“Flower Girl” Review - No Poochy, No Problem. Just a Full-Blown Reckoning
- Angela Vera
- 10 hours ago
- 3 min read

If you only watched the trailer, you might think Flower Girl is another racy, chaotic comedy with a feminist veneer. But walk in, sit through it, and you’ll quickly realize that this film has teeth. And it knows exactly when to bite.
Ena, played with fearless precision by Sue Ramirez, is a transphobic woman who believes womanhood begins and ends with what’s between your legs. She isn’t unusual, and you might even know someone like her: the kind of woman shaped by unchecked privilege, outdated beliefs, and a quiet superiority that’s never been challenged—until it is. After a confrontation in a women’s restroom, she’s cursed by a transwoman (Kaladkaren, magnetic as ever) and wakes up to see her vagina gone. But her ego? Very much still intact. (For now.). The premise is absurd, but the message is not.

And that’s when the film drops its central question—loudly, quietly, and often hilariously:
"What really makes a woman a woman?"
Is it biology? Softness? A working poochy? (Ena certainly thought so.) But Flower Girl isn’t interested in giving you answers. It’s more interested in unlearning the question itself. Strip away the parts, the pride, the performance; what’s left? Hopefully, someone finally ready to listen.
Writer-director Fatrick Tabada knows exactly what he’s doing. The screenplay is tight (heh!), provocative, and self-aware. There’s no attempt to soften Ena’s ignorance. The film lets her spiral, confront, and eventually unravel in ways that are uncomfortable but necessary. This isn’t just about gender anymore. It’s about control, pride, and what happens when your idea of worth is built on excluding others.
"Ena isn’t a villain in the comic book sense. She’s the kind of woman who believes she's “just being honest” while denying others their humanity. The brilliance of Flower Girl is how it lets her dig her own hole, slowly, absurdly, until she has no choice but to look up."

Sue Ramirez is nothing short of a revelation. She doesn’t flinch. Whether it’s in the raunchiest scenes or the most painfully honest ones, she leans in completely. Ena is not an easy character to love, but Sue gives her complexity, humor, and vulnerability in equal measure. The camera doesn’t just love her, it trusts her. And she delivers.
Kara Moreno’s cinematography is chef’s kiss. The visual effects give just the right amount of sparkle to the film’s surreal tone without pulling focus. Every frame feels intentional, even when it’s completely unhinged.
Beneath the glitter and absurdity is a sharp, urgent commentary on identity and the politics of visibility. The film engages with conversations around the SOGIE Bill, not as a talking point, but as lived tension. Tabada writes with clarity and compassion, never once falling into didactic territory. It’s entertaining, yes, but it’s also one of the most quietly radical things we’ve seen on a local screen this year.

And for women watching, especially those who’ve ever felt they had to prove their womanhood, it hits deep.
"Flower Girl reminds us that femininity is not owed, earned, or anatomical. It is felt, lived, defined on your own terms."
Ena’s loss isn’t just physical. It’s symbolic of the illusion of control. And her journey, as bizarre as it gets, is about confronting that illusion.
There’s no tidy ending. No swooping savior. No final speech wrapped in redemption. Just a shift in perspective, and that’s what makes it powerful.
Flower Girl is unafraid to be messy. And in that mess, it finds clarity.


## Exercise requirements
Work out how many lines below contain "Area". Provide only the figure.

## Given records
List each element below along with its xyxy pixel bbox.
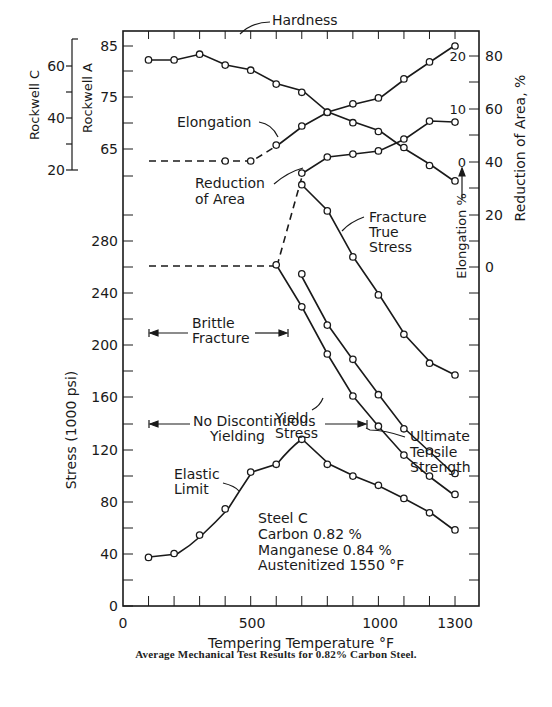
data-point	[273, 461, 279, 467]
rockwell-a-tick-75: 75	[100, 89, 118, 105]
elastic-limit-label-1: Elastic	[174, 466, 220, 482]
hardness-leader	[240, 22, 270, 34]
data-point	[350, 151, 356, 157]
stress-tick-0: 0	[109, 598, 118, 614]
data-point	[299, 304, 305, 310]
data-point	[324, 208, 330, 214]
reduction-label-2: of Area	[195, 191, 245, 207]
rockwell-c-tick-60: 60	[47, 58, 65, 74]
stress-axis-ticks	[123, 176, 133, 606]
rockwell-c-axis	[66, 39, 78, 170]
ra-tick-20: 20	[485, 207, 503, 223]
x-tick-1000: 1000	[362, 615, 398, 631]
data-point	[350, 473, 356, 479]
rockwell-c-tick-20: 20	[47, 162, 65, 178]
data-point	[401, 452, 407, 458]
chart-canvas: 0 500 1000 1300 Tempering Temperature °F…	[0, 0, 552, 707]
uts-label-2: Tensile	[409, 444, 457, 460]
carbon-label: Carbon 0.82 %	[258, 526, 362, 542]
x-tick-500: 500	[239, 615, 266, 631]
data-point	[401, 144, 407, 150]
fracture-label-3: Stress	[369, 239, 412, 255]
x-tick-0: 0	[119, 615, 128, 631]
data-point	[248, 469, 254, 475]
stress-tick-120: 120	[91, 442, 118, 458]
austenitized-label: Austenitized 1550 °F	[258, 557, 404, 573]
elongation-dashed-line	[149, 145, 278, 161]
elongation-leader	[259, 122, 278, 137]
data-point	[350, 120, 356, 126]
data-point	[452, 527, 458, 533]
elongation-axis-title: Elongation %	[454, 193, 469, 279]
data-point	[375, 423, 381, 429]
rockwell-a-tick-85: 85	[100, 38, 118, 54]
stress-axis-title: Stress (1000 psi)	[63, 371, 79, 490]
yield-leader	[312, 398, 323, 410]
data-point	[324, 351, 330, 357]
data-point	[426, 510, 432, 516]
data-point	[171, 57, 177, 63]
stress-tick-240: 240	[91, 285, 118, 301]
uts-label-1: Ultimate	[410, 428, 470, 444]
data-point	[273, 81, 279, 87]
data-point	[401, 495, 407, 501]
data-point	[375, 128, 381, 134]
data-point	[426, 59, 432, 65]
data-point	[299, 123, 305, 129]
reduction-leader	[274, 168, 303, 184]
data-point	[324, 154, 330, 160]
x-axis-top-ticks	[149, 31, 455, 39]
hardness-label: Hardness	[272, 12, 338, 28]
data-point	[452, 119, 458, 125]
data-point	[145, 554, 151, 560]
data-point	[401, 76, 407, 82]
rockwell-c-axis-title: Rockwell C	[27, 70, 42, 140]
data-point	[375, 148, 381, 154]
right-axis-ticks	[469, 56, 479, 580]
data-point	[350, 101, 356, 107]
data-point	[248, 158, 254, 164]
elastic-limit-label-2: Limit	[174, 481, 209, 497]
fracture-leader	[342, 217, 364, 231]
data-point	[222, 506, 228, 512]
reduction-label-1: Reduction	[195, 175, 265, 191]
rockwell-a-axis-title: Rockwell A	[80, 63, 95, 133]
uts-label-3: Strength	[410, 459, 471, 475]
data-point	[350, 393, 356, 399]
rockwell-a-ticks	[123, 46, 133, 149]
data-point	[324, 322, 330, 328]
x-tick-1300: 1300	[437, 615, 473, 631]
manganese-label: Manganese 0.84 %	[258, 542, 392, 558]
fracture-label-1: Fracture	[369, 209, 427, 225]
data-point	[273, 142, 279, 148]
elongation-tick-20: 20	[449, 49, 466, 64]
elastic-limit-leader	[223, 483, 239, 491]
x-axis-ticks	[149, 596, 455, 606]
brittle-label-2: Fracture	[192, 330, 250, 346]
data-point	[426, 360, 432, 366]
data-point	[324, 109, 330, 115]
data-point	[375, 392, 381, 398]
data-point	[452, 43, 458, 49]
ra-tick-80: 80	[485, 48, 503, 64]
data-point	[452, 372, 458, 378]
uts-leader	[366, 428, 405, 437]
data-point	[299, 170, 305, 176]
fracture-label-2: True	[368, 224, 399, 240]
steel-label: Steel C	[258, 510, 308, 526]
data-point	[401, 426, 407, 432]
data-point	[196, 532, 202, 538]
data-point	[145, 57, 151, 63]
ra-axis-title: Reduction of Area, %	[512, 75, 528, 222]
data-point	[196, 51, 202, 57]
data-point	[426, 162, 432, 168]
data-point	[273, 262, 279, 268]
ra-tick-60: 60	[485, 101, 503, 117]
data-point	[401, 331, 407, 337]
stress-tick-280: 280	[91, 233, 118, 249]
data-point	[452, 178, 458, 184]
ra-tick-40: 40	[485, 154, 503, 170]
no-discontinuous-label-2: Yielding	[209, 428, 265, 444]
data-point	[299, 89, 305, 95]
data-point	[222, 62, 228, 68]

## Solution
2